By Victor Skinner
EAGnews.org

NASHVILLE – Tennessee lawmakers are trying to decide between two options for a new private school voucher program: a limited approach or a full-scale system open to most families.

deskanddollarThe Tennessee Education Association, the statewide teachers union, meanwhile, is still trying to convince the public vouchers are a bad idea. The union recently spent $40,000 on television ads to denounce the whole idea of allowing parents to choose the school that best fits their child.

MORE NEWS: Know These Before Moving From Cyprus To The UK

“Diverting public money to private entities strips our public schools of the funds needed to provide a quality education for every child,” TEA president Gera Summerford wrote in an op-ed, according to the Associated Press.

Tennessee lawmakers obviously disagree.

Gov. Bill Haslam and Knoxville state Rep. Bill Dunn are promoting legislation to create a small voucher program targeted to students in low-performing public schools with a family income under $42,643 for a family of four, KnoxNews.com reports.

The Tennessee Choice and Opportunity Scholarship Act, as it’s called, would be limited to 5,000 students the first year and increase to 20,000 by 2016. That proposal passed the House Government Operations Committee and is headed to the House Finance Committee, according to the news site.

A competing bill would increase the financial eligibility limit to $70,000 for a family of four and would not limit the number of participants or require them to come from low-performing schools.

Haslam “wants to take a measured approach and look at data and information and see how things are working, and make decisions based on that,” state Education Commissioner Kevin Huffman told KnoxNews.com.

MORE NEWS: How to prepare for face-to-face classes

Some of his Republican colleagues in the state legislature are apparently convinced that the potential benefits of school choice are directly proportionate to the number of families that have access to those choices. The more families that are eligible, the bigger impact school choice will have for students in both public and private schools.

But the teachers union seems to have its head stuck in the sand, and is stubbornly refusing to acknowledge the critical role vouchers have played in improving the futures of thousands of students across the country. In numerous states, private and parochial schools are making impressive academic strides with students who languished in their public schools.

If union officials are really sincere in their desire to “provide a quality education for every child,” they would support friendly competition with private schools that would motivate all schools to strive for excellence to recruit students.

Instead, the TEA seems focused on maintaining a public education monopoly that continues to fail students across the state every year.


# EXERCISE REQUIREMENTS:
Write out, exactly and only, the lines that run from the top of the records to the line with "Image is 756x539 pixels.". Include both ends; exclude pictures.

(App and web page records)
○ ○ ○ ○ ○ ○ ○

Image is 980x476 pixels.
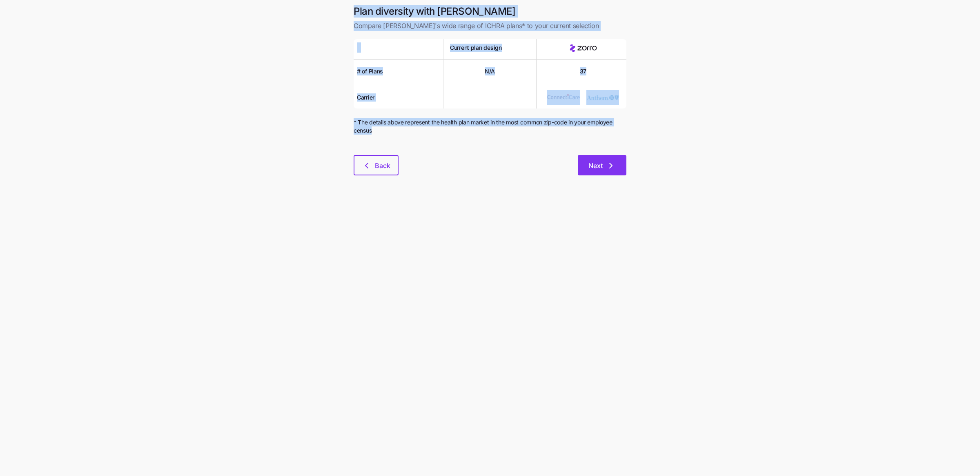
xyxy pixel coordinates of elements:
span: Current plan design [449,43,502,51]
button: Next [578,155,626,176]
span: N/A [484,67,495,75]
button: Back [354,155,398,176]
img: Carrier [586,90,618,106]
span: Carrier [357,94,374,102]
span: Next [588,161,603,171]
span: 37 [580,67,586,75]
span: Compare [PERSON_NAME]'s wide range of ICHRA plans* to your current selection [354,21,626,31]
span: * The details above represent the health plan market in the most common zip-code in your employee... [354,119,626,135]
h1: Plan diversity with [PERSON_NAME] [354,5,626,18]
span: # of Plans [357,67,383,75]
span: Back [374,161,390,171]
img: Carrier [547,90,580,106]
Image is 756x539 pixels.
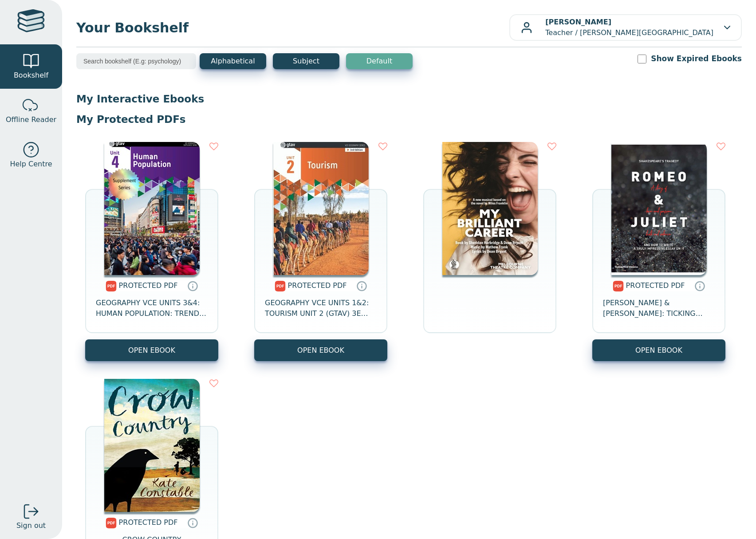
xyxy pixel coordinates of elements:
a: OPEN EBOOK [254,339,388,361]
span: [PERSON_NAME] & [PERSON_NAME]: TICKING MIND CLASSICS EBOOK [603,297,715,319]
span: PROTECTED PDF [288,281,347,290]
button: Alphabetical [200,53,266,69]
a: OPEN EBOOK [85,339,218,361]
a: Protected PDFs cannot be printed, copied or shared. They can be accessed online through Education... [356,280,367,291]
a: Protected PDFs cannot be printed, copied or shared. They can be accessed online through Education... [187,280,198,291]
span: Bookshelf [14,70,48,81]
img: 51efe961-2874-4b5b-9713-900aa8148b4b.jpg [442,142,538,275]
span: Sign out [16,520,46,531]
span: Help Centre [10,159,52,169]
img: 47fecc96-b5bf-49eb-a101-8c48d5f9db44.jpg [104,142,200,275]
span: PROTECTED PDF [626,281,685,290]
span: GEOGRAPHY VCE UNITS 1&2: TOURISM UNIT 2 (GTAV) 3E DEMO [265,297,377,319]
input: Search bookshelf (E.g: psychology) [76,53,196,69]
span: Offline Reader [6,114,56,125]
span: Your Bookshelf [76,18,509,37]
img: pdf.svg [105,281,117,292]
img: pdf.svg [613,281,623,292]
a: OPEN EBOOK [592,339,726,361]
span: PROTECTED PDF [119,518,178,526]
a: Protected PDFs cannot be printed, copied or shared. They can be accessed online through Education... [694,280,705,291]
p: Teacher / [PERSON_NAME][GEOGRAPHIC_DATA] [545,17,714,38]
img: fa1a170f-7611-461c-b9fd-07c58dd9c8f7.jpg [611,142,707,275]
button: Default [346,53,413,69]
button: [PERSON_NAME]Teacher / [PERSON_NAME][GEOGRAPHIC_DATA] [509,14,742,41]
img: d331e308-aa24-482b-a40b-edbaf9b4188f.jpg [104,379,200,512]
img: 2c511127-25c1-4af3-93d8-fba27e4d3fda.jpg [273,142,368,275]
b: [PERSON_NAME] [545,18,611,26]
p: My Protected PDFs [76,113,742,126]
a: Protected PDFs cannot be printed, copied or shared. They can be accessed online through Education... [187,517,198,528]
img: pdf.svg [105,517,117,528]
label: Show Expired Ebooks [651,53,742,64]
span: GEOGRAPHY VCE UNITS 3&4: HUMAN POPULATION: TRENDS AND ISSUES UNIT 4 DIGITAL SUPPLEMENT 3E [96,297,207,319]
p: My Interactive Ebooks [76,92,742,105]
button: Subject [273,53,339,69]
span: PROTECTED PDF [119,281,178,290]
img: pdf.svg [275,281,285,292]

○ ○ ○ ○ ○ ○ ○

# SOLUTION:
Image is 980x476 pixels.
xyxy pixel coordinates of elements:
span: Current plan design [449,43,502,51]
button: Next [578,155,626,176]
span: N/A [484,67,495,75]
button: Back [354,155,398,176]
img: Carrier [586,90,618,106]
span: Carrier [357,94,374,102]
span: Next [588,161,603,171]
span: 37 [580,67,586,75]
span: Compare [PERSON_NAME]'s wide range of ICHRA plans* to your current selection [354,21,626,31]
span: * The details above represent the health plan market in the most common zip-code in your employee... [354,119,626,135]
h1: Plan diversity with [PERSON_NAME] [354,5,626,18]
span: # of Plans [357,67,383,75]
span: Back [374,161,390,171]
img: Carrier [547,90,580,106]
Image is 756x539 pixels.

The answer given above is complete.